A number of connection properties determine the use of Message Queue control messages by the client runtime. Messages sent and received by Message Queue clients and Message Queue control messages pass over the same client-broker connection. Because of this, delays may occur in the delivery of control messages, such as broker acknowledgements, if these are held up by the delivery of JMS messages. To prevent this type of congestion, Message Queue meters the flow of JMS messages across a connection.
Set MQ_CONNECTION_FLOW_COUNT_PROPERTY to specify the number of Message Queue messages in a metered batch. When this number of messages is delivered to the client runtime, delivery is temporarily suspended, allowing any control messages that had been held up to be delivered. Message delivery is resumed upon notification by the client runtime, and continues until the count is again reached.
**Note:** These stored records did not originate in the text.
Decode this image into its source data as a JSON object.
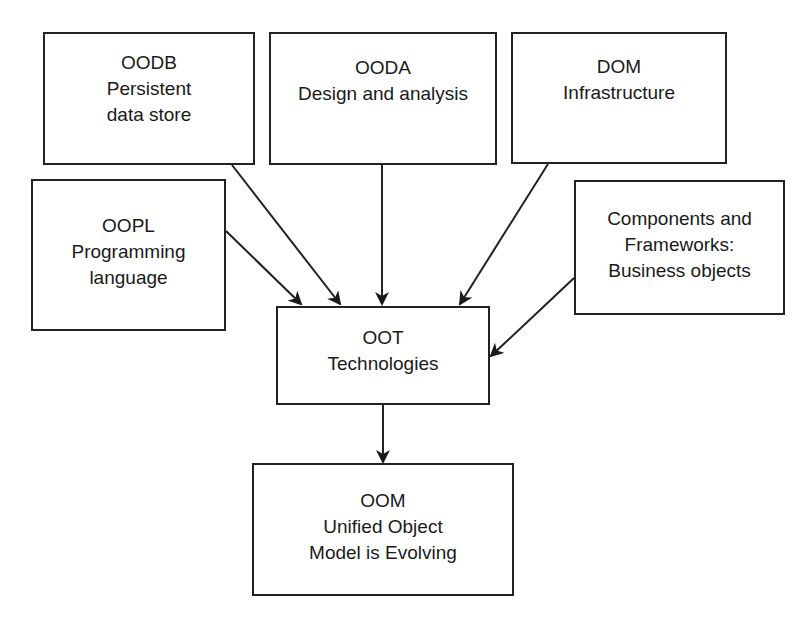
{
  "diagram": {
    "nodes": {
      "oodb": {
        "title": "OODB",
        "line1": "Persistent",
        "line2": "data store"
      },
      "ooda": {
        "title": "OODA",
        "line1": "Design and analysis"
      },
      "dom": {
        "title": "DOM",
        "line1": "Infrastructure"
      },
      "oopl": {
        "title": "OOPL",
        "line1": "Programming",
        "line2": "language"
      },
      "components": {
        "line1": "Components and",
        "line2": "Frameworks:",
        "line3": "Business objects"
      },
      "oot": {
        "title": "OOT",
        "line1": "Technologies"
      },
      "oom": {
        "title": "OOM",
        "line1": "Unified Object",
        "line2": "Model is Evolving"
      }
    },
    "edges": [
      {
        "from": "OOPL",
        "to": "OOT"
      },
      {
        "from": "OODB",
        "to": "OOT"
      },
      {
        "from": "OODA",
        "to": "OOT"
      },
      {
        "from": "DOM",
        "to": "OOT"
      },
      {
        "from": "Components and Frameworks",
        "to": "OOT"
      },
      {
        "from": "OOT",
        "to": "OOM"
      }
    ],
    "colors": {
      "stroke": "#222222",
      "background": "#ffffff",
      "text": "#1a1a1a"
    }
  }
}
MQ_CONNECTION_FLOW_LIMIT_PROPERTY specifies the maximum number of unconsumed messages that can be delivered to a client runtime. When the number of messages reaches this limit, delivery stops and resumes only when the number of unconsumed messages drops below the specified limit. This helps a consuming client that is taking a long time to process messages from being overwhelmed with pending messages that might cause it to run out of memory.
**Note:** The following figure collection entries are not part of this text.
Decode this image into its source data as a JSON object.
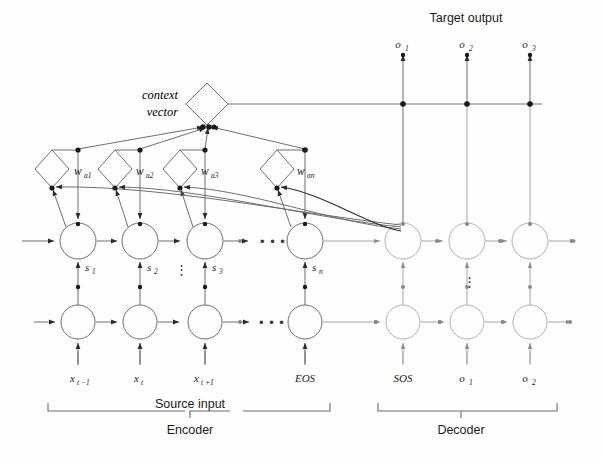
{
  "figure": {
    "context_label_line1": "context",
    "context_label_line2": "vector",
    "target_output_label": "Target output"
  },
  "target_outputs": [
    {
      "base": "o",
      "sub": "1"
    },
    {
      "base": "o",
      "sub": "2"
    },
    {
      "base": "o",
      "sub": "3"
    }
  ],
  "attention_weights": [
    {
      "base": "w",
      "sub": "a1"
    },
    {
      "base": "w",
      "sub": "a2"
    },
    {
      "base": "w",
      "sub": "a3"
    },
    {
      "base": "w",
      "sub": "an"
    }
  ],
  "hidden_states": [
    {
      "base": "s",
      "sub": "1"
    },
    {
      "base": "s",
      "sub": "2"
    },
    {
      "base": "s",
      "sub": "3"
    },
    {
      "base": "s",
      "sub": "n"
    }
  ],
  "input_labels": [
    {
      "base": "x",
      "sub": "t −1"
    },
    {
      "base": "x",
      "sub": "t"
    },
    {
      "base": "x",
      "sub": "t +1"
    },
    {
      "base": "EOS",
      "sub": ""
    },
    {
      "base": "SOS",
      "sub": ""
    },
    {
      "base": "o",
      "sub": "1"
    },
    {
      "base": "o",
      "sub": "2"
    }
  ],
  "ellipsis": {
    "horizontal": "• • •",
    "vertical": "⋮"
  },
  "brackets": [
    {
      "name": "source-input",
      "span_label": "Source input",
      "group_label": "Encoder"
    },
    {
      "name": "decoder",
      "span_label": "",
      "group_label": "Decoder"
    }
  ],
  "colors": {
    "background": "#fefefe",
    "line": "#6e6e6e",
    "line_dark": "#2b2b2b",
    "line_light": "#a6a6a6",
    "text": "#1b1b1b"
  }
}
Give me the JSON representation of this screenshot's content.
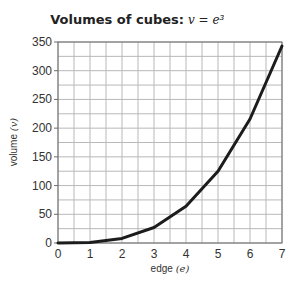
{
  "chart_data": {
    "type": "line",
    "title": "Volumes of cubes:",
    "title_formula": "v = e³",
    "xlabel": "edge",
    "xlabel_var": "(e)",
    "ylabel": "volume",
    "ylabel_var": "(v)",
    "xlim": [
      0,
      7
    ],
    "ylim": [
      0,
      350
    ],
    "x_ticks": [
      0,
      1,
      2,
      3,
      4,
      5,
      6,
      7
    ],
    "y_ticks": [
      0,
      50,
      100,
      150,
      200,
      250,
      300,
      350
    ],
    "x_minor_step": 0.5,
    "y_minor_step": 25,
    "grid": true,
    "legend": "none",
    "series": [
      {
        "name": "v = e^3",
        "color": "#1c1c1c",
        "x": [
          0,
          1,
          2,
          3,
          4,
          5,
          6,
          7
        ],
        "y": [
          0,
          1,
          8,
          27,
          64,
          125,
          216,
          343
        ]
      }
    ]
  }
}
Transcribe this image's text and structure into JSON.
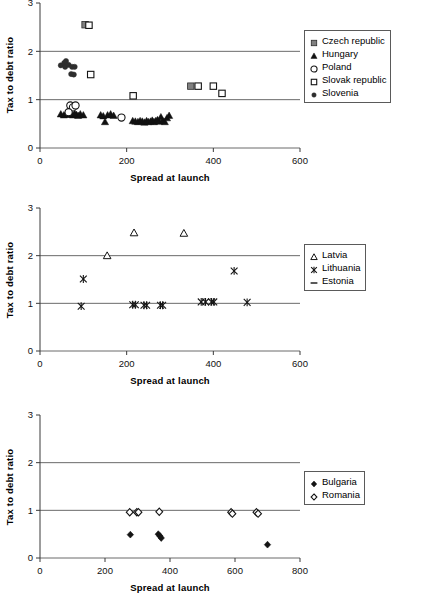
{
  "figure": {
    "panel_count": 3
  },
  "chart_data": [
    {
      "id": "panel-1",
      "type": "scatter",
      "title": "",
      "xlabel": "Spread at launch",
      "ylabel": "Tax to debt ratio",
      "xlim": [
        0,
        600
      ],
      "ylim": [
        0,
        3
      ],
      "xticks": [
        0,
        200,
        400,
        600
      ],
      "yticks": [
        0,
        1,
        2,
        3
      ],
      "grid": "horizontal-at-y-1-and-2",
      "legend_position": "right",
      "series": [
        {
          "name": "Czech republic",
          "marker": "filled-square",
          "color": "#808080",
          "points": [
            [
              104,
              2.55
            ],
            [
              348,
              1.28
            ]
          ]
        },
        {
          "name": "Hungary",
          "marker": "filled-triangle",
          "color": "#111111",
          "points": [
            [
              48,
              0.7
            ],
            [
              55,
              0.68
            ],
            [
              60,
              0.7
            ],
            [
              64,
              0.69
            ],
            [
              68,
              0.72
            ],
            [
              72,
              0.7
            ],
            [
              76,
              0.68
            ],
            [
              80,
              0.71
            ],
            [
              84,
              0.69
            ],
            [
              88,
              0.67
            ],
            [
              93,
              0.7
            ],
            [
              100,
              0.68
            ],
            [
              140,
              0.68
            ],
            [
              146,
              0.66
            ],
            [
              150,
              0.54
            ],
            [
              156,
              0.68
            ],
            [
              163,
              0.7
            ],
            [
              170,
              0.67
            ],
            [
              214,
              0.56
            ],
            [
              220,
              0.55
            ],
            [
              226,
              0.54
            ],
            [
              231,
              0.56
            ],
            [
              236,
              0.55
            ],
            [
              241,
              0.53
            ],
            [
              246,
              0.56
            ],
            [
              250,
              0.54
            ],
            [
              255,
              0.55
            ],
            [
              259,
              0.57
            ],
            [
              263,
              0.54
            ],
            [
              267,
              0.56
            ],
            [
              271,
              0.58
            ],
            [
              275,
              0.55
            ],
            [
              279,
              0.64
            ],
            [
              283,
              0.56
            ],
            [
              288,
              0.54
            ],
            [
              293,
              0.62
            ],
            [
              298,
              0.67
            ]
          ]
        },
        {
          "name": "Poland",
          "marker": "open-circle",
          "color": "#141414",
          "points": [
            [
              70,
              0.88
            ],
            [
              76,
              0.84
            ],
            [
              82,
              0.88
            ],
            [
              66,
              0.74
            ],
            [
              188,
              0.63
            ]
          ]
        },
        {
          "name": "Slovak republic",
          "marker": "open-square",
          "color": "#141414",
          "points": [
            [
              113,
              2.54
            ],
            [
              117,
              1.52
            ],
            [
              215,
              1.08
            ],
            [
              365,
              1.28
            ],
            [
              400,
              1.28
            ],
            [
              420,
              1.13
            ]
          ]
        },
        {
          "name": "Slovenia",
          "marker": "filled-circle",
          "color": "#2e2e2e",
          "points": [
            [
              48,
              1.71
            ],
            [
              56,
              1.76
            ],
            [
              58,
              1.68
            ],
            [
              60,
              1.8
            ],
            [
              66,
              1.72
            ],
            [
              74,
              1.68
            ],
            [
              80,
              1.68
            ],
            [
              72,
              1.53
            ],
            [
              78,
              1.52
            ]
          ]
        }
      ]
    },
    {
      "id": "panel-2",
      "type": "scatter",
      "title": "",
      "xlabel": "Spread at launch",
      "ylabel": "Tax to debt ratio",
      "xlim": [
        0,
        600
      ],
      "ylim": [
        0,
        3
      ],
      "xticks": [
        0,
        200,
        400,
        600
      ],
      "yticks": [
        0,
        1,
        2,
        3
      ],
      "grid": "horizontal-at-y-1-and-2",
      "legend_position": "right",
      "series": [
        {
          "name": "Latvia",
          "marker": "open-triangle",
          "color": "#141414",
          "points": [
            [
              155,
              2.0
            ],
            [
              217,
              2.48
            ],
            [
              332,
              2.47
            ]
          ]
        },
        {
          "name": "Lithuania",
          "marker": "asterisk",
          "color": "#141414",
          "points": [
            [
              100,
              1.51
            ],
            [
              95,
              0.94
            ],
            [
              214,
              0.97
            ],
            [
              220,
              0.97
            ],
            [
              240,
              0.96
            ],
            [
              246,
              0.96
            ],
            [
              278,
              0.96
            ],
            [
              283,
              0.96
            ],
            [
              372,
              1.03
            ],
            [
              382,
              1.03
            ],
            [
              396,
              1.03
            ],
            [
              401,
              1.03
            ],
            [
              448,
              1.68
            ],
            [
              478,
              1.02
            ]
          ]
        },
        {
          "name": "Estonia",
          "marker": "dash",
          "color": "#141414",
          "points": []
        }
      ]
    },
    {
      "id": "panel-3",
      "type": "scatter",
      "title": "",
      "xlabel": "Spread at launch",
      "ylabel": "Tax to debt ratio",
      "xlim": [
        0,
        800
      ],
      "ylim": [
        0,
        3
      ],
      "xticks": [
        0,
        200,
        400,
        600,
        800
      ],
      "yticks": [
        0,
        1,
        2,
        3
      ],
      "grid": "horizontal-at-y-1-and-2",
      "legend_position": "right",
      "series": [
        {
          "name": "Bulgaria",
          "marker": "filled-diamond",
          "color": "#141414",
          "points": [
            [
              278,
              0.49
            ],
            [
              364,
              0.5
            ],
            [
              369,
              0.46
            ],
            [
              373,
              0.42
            ],
            [
              700,
              0.28
            ]
          ]
        },
        {
          "name": "Romania",
          "marker": "open-diamond",
          "color": "#141414",
          "points": [
            [
              276,
              0.96
            ],
            [
              298,
              0.96
            ],
            [
              303,
              0.96
            ],
            [
              367,
              0.97
            ],
            [
              588,
              0.96
            ],
            [
              592,
              0.93
            ],
            [
              666,
              0.96
            ],
            [
              671,
              0.93
            ]
          ]
        }
      ]
    }
  ]
}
MQ_CONNECTION_FLOW_LIMIT_ENABLED_PROPERTY specifies whether the value MQ_CONNECTION_FLOW_LIMIT_PROPERTY is used to control message flow.
You should keep the value of MQ_CONNECTION_FLOW_COUNT_PROPERTY low if the client is doing operations that require many responses from the broker; for example, the client is using the CLIENT_ACKNOWLEDGE or AUTO_ACKNOWLEDGE modes, persistent messages, transactions, or if the client is adding or removing consumers. You can increase the value of MQ_CONNECTION_FLOW_COUNT_PROPERTY without compromising performance if the client has only simple consumers on a connection using DUPS_OK mode.
The C API does not currently support consumer-based flow control.